This document is a quick summary of all you need to know to package imv for your favourite operating system.
Your options here are Wayland or X11, or both. By default both are included,
with a separate binary for each being built. /usr/bin/imv
will be a script
that checks for a Wayland compositor before running the appropriate binary.
If you only care about one of these, you can specify to build only one of these
by passing -D windows=wayland
to meson
, in which case only that
binary shall be packaged without the need for a launcher script to
select between the two.
Alternatively, you could provide separate packages for X11 and Wayland that act as alternatives to each other.
imv supports multiple "backends" in a plugin style architecture. Each backend provides support for different image formats using different underlying libraries. The ones that are right for your operating system depend on which formats you need support for, and your licensing requirements.
imv is published under the MIT license, but its backends may have different licensing requirements.

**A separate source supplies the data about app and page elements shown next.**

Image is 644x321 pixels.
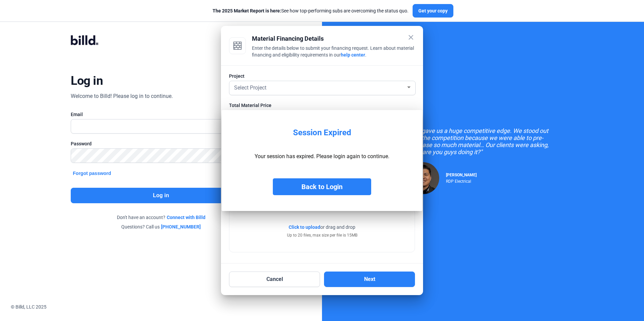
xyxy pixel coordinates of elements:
mat-icon: close [407,33,415,41]
span: [PERSON_NAME] [446,173,477,177]
div: RDP Electrical [446,177,477,184]
p: Your session has expired. Please login again to continue. [255,153,389,160]
button: Get your copy [412,4,453,18]
a: [PHONE_NUMBER] [161,224,201,230]
div: Log in [71,74,102,88]
div: Session Expired [293,128,351,138]
div: Welcome to Billd! Please log in to continue. [71,93,173,100]
button: Next [324,272,415,287]
div: Email [71,111,251,118]
span: or drag and drop [320,224,355,230]
span: The 2025 Market Report is here: [213,8,281,14]
button: Back to Login [272,179,371,195]
button: Log in [71,188,251,203]
span: . [365,52,366,58]
div: See how top-performing subs are overcoming the status quo. [213,7,408,14]
div: Enter the details below to submit your financing request. Learn about material financing and elig... [252,45,415,60]
div: "Billd gave us a huge competitive edge. We stood out from the competition because we were able to... [407,127,559,156]
div: Questions? Call us [71,224,251,230]
a: help center [341,52,365,58]
span: Click to upload [289,225,320,230]
div: Total Material Price [229,102,415,109]
div: Material Financing Details [252,34,415,43]
div: Password [71,140,251,147]
div: Up to 20 files, max size per file is 15MB [287,232,357,238]
a: Connect with Billd [167,214,205,221]
button: Cancel [229,272,320,287]
img: Raul Pacheco [407,162,439,194]
span: Select Project [234,85,267,91]
div: Project [229,73,415,79]
button: Forgot password [71,169,113,177]
div: Don't have an account? [71,214,251,221]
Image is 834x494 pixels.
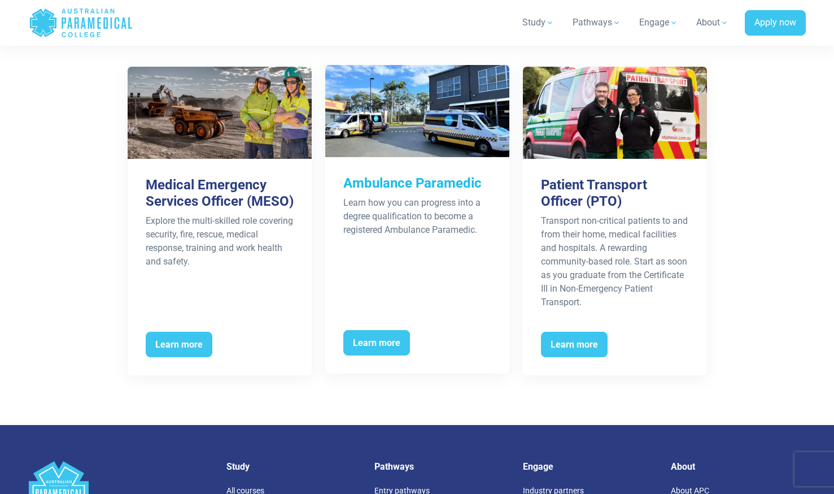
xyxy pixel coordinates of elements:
[523,461,658,472] h5: Engage
[516,7,561,38] a: Study
[128,67,312,159] img: Medical Emergency Services Officer (MESO)
[690,7,736,38] a: About
[325,65,509,157] img: Ambulance Paramedic
[29,5,133,41] a: Australian Paramedical College
[566,7,628,38] a: Pathways
[541,214,689,309] div: Transport non-critical patients to and from their home, medical facilities and hospitals. A rewar...
[128,67,312,375] a: Medical Emergency Services Officer (MESO) Explore the multi-skilled role covering security, fire,...
[146,332,212,358] span: Learn more
[374,461,509,472] h5: Pathways
[671,461,806,472] h5: About
[523,67,707,159] img: Patient Transport Officer (PTO)
[146,214,294,268] div: Explore the multi-skilled role covering security, fire, rescue, medical response, training and wo...
[541,332,608,358] span: Learn more
[343,196,491,237] div: Learn how you can progress into a degree qualification to become a registered Ambulance Paramedic.
[146,177,294,210] h3: Medical Emergency Services Officer (MESO)
[325,65,509,373] a: Ambulance Paramedic Learn how you can progress into a degree qualification to become a registered...
[343,175,491,191] h3: Ambulance Paramedic
[523,67,707,375] a: Patient Transport Officer (PTO) Transport non-critical patients to and from their home, medical f...
[343,330,410,356] span: Learn more
[633,7,685,38] a: Engage
[745,10,806,36] a: Apply now
[541,177,689,210] h3: Patient Transport Officer (PTO)
[226,461,361,472] h5: Study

By default, the libraries available are detected and support for them is
automatically enabled, but you can enable or disable specific ones by
passing -D freeimage=enabled
or -D libtiff=disabled
.
You can also make sure all the backends are enabled by passing
-D auto_features=enabled
.
Once your backends have been configured and you've confirmed the library each backend uses is installed, you can simply follow the Installation section of the README to build imv.
Package the resulting binary and man pages in your operating system's native package format.